Dr Maulana Karenga

Remembering Our Massive Marches in Washington: Memory, Tradition, Demands and the Unfinished Struggle

As we commemorate the 1963 March on Washington, if we remember and reason rightly about our most massive marches in Washington, the threatened “thundering March” on Washington in 1941, the March on Washington in 1963, and the Million Man March in 1995, we realize that they have similar and interlocking lessons, aims and aspirations rooted in our centuries-old and ongoing righteous struggle for freedom as a people

“Practicing Pan-Africanism with Nana Marcus Garvey: The Retrieval, Redemption and Liberation of Global Africa” 

At this hour of urgency and needed liberative initiatives in African and human history, and in this month, Black August, the site and source of such instructive memory and intensified movement, the name, life and legacy of Nana Marcus Garvey looms large as a model and mirror for our assessing and achieving our liberational goals in moving ahead in these rough and exacting times. 

Recalling Our Kawaida Maatian Master Class: Careful Thought About Things That Matter 

The emerging age of the centrality of artificial intelligence in our lives unavoidably raises the question of the increasing imposed artificiality of our lives, not only in terms of the mediating and problematic role of machines, screens and devices in our relations with each other, but also our conceptions of a good life, a good person and a good society. 

Bearing Witness to the Wonder of Nana JoAnn Watson: Waking Up Detroit, Us and the World 

Let us pause and bow our heads and raise our hands in rightful remembrance and praise for our beloved sister, freedom fighter, pastor, professor and political leader, reparations advocate and activist, and radio and TV host of “Wake Up Detroit,” a helper in time of need and “one who comes at the voice of the caller,” the Most Reverend Dr. JoAnn Watson who came into being April 19, 1951, and made transition and ascension on July10, 2023.  

Racial Justice, Reparations and Affirmative Action: Resisting Supreme Court Racist Fantasies and Fiats 

At the outset, let me begin by reassuring us and our opponents that regardless of the recent racist ruling of the Supreme Court to end affirmative action, this is not the end of our life or our struggle. Indeed, we have clearly weathered worst winters of White racism and supremacy and have repeatedly stood up defiantly in the coffins of oppression designed for our social death and continued our awesome and toll-taking march toward freedom.  

Frederick Douglass, July 4th and Us: Freedom, False Claims, Bad Faith and Unavoidable Struggle 

Whether we discuss emancipation in June, independence in July, revolt and revolution in August, Kwanzaa and cultural and political liberation in December, or achievements against the odds, resilience and resistance in February, the issue, imperative and urgency of freedom and struggle are always with us. Indeed, it runs like a red line through our most ancient, awesome and humanity-revealing history.  

Being Belafonte On the Battlefront: Summoning Radical Thinking and the Rebellious Heart 

There is clearly so much to say in paying rightful homage to Nana Harry Belafonte in meaningfully marking his recent transition and ascension to sit in the sacred circle of the ancestors, and people around the world have been offering well-deserved and appropriate praise to him. I had seen him first at the funeral service for Nana Dr. Martin Luther King Jr. for whom he was a good friend, fundraiser, counselor, and strategist and had sung his songs while still in high school.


-- PROBLEM TO WORK ON --
Using the records below, transcribe word for word the stretch from the line that contains "Image is 868x419 pixels." through the line that contains "Image is 294x396 pixels.", both end lines included, and nothing else.

[ENTRIES SHOWN]

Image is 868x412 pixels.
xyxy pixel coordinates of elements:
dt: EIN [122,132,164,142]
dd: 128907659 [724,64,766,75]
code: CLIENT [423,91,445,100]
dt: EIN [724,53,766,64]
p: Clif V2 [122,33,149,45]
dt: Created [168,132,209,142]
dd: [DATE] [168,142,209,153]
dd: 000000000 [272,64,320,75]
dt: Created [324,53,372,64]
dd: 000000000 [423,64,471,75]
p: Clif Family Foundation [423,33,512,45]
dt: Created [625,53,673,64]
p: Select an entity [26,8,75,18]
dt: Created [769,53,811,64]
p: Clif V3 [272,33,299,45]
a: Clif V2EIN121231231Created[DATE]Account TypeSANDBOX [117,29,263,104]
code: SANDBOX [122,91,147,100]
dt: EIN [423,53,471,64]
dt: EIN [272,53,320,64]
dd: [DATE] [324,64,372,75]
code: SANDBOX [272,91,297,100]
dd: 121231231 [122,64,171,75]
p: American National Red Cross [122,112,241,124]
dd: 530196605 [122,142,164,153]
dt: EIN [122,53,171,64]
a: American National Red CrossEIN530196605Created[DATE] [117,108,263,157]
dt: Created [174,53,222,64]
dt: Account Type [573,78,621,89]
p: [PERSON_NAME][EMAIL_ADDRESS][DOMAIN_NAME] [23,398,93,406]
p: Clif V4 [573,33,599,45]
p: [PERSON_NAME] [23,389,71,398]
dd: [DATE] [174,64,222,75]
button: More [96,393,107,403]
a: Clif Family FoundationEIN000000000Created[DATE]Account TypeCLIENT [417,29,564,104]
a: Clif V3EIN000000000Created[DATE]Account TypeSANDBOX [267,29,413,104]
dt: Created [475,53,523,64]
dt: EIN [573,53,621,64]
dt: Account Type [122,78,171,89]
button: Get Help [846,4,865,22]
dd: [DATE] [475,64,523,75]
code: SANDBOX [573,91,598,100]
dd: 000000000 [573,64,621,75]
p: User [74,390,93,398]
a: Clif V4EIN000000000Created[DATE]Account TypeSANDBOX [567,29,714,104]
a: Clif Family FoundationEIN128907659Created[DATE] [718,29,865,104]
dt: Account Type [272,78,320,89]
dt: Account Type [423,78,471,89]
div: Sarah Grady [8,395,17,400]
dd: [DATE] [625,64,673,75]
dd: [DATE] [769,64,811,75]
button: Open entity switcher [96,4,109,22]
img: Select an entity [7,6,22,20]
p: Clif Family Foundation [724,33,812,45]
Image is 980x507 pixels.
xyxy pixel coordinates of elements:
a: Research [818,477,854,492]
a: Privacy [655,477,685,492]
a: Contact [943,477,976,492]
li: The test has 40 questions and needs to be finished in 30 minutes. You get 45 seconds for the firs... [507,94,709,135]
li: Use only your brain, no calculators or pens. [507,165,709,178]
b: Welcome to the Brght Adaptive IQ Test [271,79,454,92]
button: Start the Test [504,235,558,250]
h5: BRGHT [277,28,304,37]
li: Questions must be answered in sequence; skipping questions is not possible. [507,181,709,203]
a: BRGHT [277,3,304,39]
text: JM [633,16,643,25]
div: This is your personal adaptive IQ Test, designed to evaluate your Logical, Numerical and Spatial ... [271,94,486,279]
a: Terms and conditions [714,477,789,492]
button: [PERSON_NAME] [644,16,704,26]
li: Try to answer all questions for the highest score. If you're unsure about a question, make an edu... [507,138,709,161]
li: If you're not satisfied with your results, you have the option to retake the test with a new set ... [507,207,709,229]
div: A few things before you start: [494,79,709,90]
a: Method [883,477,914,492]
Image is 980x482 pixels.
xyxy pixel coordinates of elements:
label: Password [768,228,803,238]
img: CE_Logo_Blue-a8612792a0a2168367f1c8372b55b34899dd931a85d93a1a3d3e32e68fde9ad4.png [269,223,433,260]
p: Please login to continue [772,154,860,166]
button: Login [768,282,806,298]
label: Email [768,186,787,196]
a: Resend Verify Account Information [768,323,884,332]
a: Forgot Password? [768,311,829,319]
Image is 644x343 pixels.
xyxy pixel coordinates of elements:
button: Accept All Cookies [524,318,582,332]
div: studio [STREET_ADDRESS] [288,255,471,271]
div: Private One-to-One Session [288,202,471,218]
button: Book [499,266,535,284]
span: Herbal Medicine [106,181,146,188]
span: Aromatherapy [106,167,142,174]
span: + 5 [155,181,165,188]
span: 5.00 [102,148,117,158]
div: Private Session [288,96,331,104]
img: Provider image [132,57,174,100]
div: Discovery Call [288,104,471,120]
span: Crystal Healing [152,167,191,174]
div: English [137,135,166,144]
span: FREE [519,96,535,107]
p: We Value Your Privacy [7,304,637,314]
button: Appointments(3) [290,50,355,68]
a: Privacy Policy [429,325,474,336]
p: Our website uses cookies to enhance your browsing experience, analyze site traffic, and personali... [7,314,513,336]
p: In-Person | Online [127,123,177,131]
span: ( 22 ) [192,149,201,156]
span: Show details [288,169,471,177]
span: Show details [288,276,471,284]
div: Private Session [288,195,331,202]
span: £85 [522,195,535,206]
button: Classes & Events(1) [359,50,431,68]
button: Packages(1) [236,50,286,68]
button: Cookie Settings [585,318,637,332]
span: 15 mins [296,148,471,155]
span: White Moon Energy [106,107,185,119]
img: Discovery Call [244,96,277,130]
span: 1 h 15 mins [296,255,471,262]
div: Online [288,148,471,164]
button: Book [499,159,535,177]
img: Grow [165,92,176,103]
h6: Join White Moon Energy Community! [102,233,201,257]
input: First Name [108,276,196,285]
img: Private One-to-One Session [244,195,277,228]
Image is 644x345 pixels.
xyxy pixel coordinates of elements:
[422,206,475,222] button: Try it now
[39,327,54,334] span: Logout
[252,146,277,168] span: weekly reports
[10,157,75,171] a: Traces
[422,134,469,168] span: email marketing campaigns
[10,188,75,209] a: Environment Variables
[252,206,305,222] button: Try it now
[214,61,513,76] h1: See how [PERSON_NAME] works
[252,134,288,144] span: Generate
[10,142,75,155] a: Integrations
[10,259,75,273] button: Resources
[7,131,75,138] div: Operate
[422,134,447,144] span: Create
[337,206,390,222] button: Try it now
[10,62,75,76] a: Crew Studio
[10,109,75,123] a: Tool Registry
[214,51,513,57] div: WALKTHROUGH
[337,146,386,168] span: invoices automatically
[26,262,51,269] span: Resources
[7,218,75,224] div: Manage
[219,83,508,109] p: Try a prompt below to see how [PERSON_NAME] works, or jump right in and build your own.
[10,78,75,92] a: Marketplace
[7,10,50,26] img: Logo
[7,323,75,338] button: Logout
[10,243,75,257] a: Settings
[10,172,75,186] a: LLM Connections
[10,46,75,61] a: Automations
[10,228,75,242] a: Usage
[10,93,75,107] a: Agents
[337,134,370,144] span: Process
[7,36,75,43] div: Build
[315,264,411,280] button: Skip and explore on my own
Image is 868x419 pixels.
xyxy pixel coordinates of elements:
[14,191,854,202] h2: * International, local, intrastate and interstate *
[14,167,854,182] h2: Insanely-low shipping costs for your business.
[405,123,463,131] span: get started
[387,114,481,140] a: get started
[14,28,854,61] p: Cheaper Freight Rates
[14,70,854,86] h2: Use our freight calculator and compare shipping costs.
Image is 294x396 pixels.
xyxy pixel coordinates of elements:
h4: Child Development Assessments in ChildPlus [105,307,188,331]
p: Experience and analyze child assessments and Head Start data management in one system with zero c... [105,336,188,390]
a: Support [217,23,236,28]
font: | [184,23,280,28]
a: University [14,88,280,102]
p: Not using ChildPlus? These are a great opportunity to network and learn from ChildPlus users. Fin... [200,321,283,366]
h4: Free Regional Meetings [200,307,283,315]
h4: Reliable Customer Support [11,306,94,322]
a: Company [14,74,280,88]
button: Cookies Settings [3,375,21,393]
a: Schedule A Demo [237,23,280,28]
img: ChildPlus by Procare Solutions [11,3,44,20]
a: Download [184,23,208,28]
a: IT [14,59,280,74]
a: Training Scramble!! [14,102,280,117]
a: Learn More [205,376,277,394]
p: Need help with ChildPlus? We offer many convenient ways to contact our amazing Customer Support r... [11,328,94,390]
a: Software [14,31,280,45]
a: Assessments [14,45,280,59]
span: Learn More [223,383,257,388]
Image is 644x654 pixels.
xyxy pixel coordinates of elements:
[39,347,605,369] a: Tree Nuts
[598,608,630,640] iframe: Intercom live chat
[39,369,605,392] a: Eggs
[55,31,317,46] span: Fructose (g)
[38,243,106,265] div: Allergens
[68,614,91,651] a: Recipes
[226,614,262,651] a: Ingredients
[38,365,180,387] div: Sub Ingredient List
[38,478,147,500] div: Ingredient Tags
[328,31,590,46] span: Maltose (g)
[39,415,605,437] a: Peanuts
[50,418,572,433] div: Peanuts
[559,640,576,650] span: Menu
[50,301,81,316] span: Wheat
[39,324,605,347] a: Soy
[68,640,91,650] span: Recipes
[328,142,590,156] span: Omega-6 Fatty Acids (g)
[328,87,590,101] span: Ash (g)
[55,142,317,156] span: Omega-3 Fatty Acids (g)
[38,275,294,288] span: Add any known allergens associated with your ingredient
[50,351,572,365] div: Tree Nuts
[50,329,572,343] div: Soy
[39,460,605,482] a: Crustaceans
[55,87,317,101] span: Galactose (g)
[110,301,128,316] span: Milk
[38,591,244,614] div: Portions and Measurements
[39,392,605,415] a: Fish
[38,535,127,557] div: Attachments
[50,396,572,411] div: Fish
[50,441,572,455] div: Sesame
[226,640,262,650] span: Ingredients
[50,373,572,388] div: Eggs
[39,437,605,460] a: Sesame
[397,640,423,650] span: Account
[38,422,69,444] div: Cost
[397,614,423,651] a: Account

[/ENTRIES SHOWN]

-- WRITTEN SOLUTION --
Image is 868x419 pixels.
xyxy pixel coordinates of elements:
[14,191,854,202] h2: * International, local, intrastate and interstate *
[14,167,854,182] h2: Insanely-low shipping costs for your business.
[405,123,463,131] span: get started
[387,114,481,140] a: get started
[14,28,854,61] p: Cheaper Freight Rates
[14,70,854,86] h2: Use our freight calculator and compare shipping costs.
Image is 294x396 pixels.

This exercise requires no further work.